At least three fire trucks were parked at odd angles on the street, and I saw that one of the three houses that were located there, the northernmost, lay at an odd angle. The next two were engulfed in flame, and a semi-trailer lay on its side in the midst of it all. A couple of dozen people stood in clots around on the street, which I assume had been closed off. And a police officer was directing traffic coming down Steffin Hill to make a left onto the road leading north toward the Ingram-Richardson plant and West Mayfield.

My youthful and excited inquiries were sooner or later answered by busy adults and I discovered that a semi loaded with sheet steel had come down the hill (it's a mile long) and couldn't slow enough to make the right hand turn to the south, so jackknifed. At that time all of the steel haulers from Youngstown came cross-country and entered the valley down Steffin Hill, for no Turnpike or Rte. 51 existed then.

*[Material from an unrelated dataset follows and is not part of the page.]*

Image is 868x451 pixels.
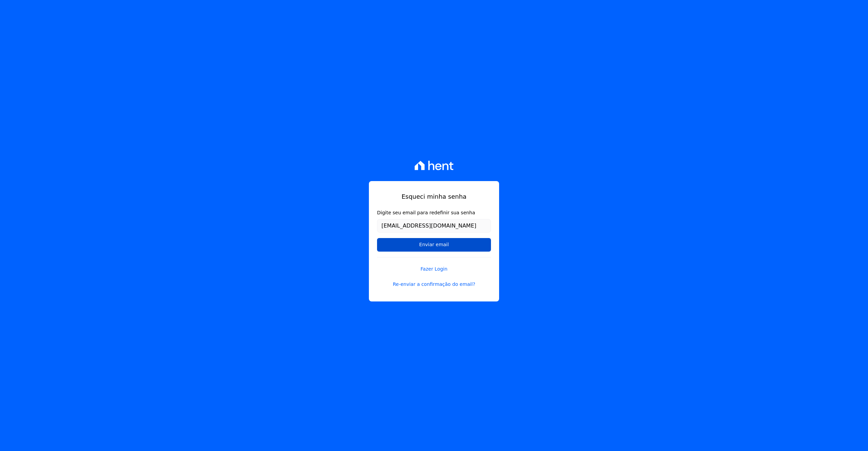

In it's jackknife, the truck had skidded into the three two story frame houses that stood there, destroying them all, the sheet steel acting as a huge machete to cut them off their foundations. Of course the gas plumbing was sheared through as well, and the electric lines shorted and sparked the gas into ignition, resulting in the inferno. The word on the street (not yet matured into a rumor) was that one of the property owners was in his back yard tending a garden and had both legs sheared off, killing him. But I can't recall seeing any bodies lying about covered on a stretch- er. Now enough time has passed to allow this to be a firmly established rumor. I do not recall seeing an ambulance.

I watched in fascination at this profound rupture of the adult world, which despite WWII usually flowed in calm demeanor around me. Then, as the sun descended over the ridge of Patterson Twp., I remembered the injunctions about dinner and trudged north on the Ing-Rich road, shoes squishing in water, now beyond doubt the excess flowage from firehoses. A warm coal fire glowed and hissed in the grate at 3328 College Ave, my home at that time. Oddly no mention of my wetness arose as I told of the great event.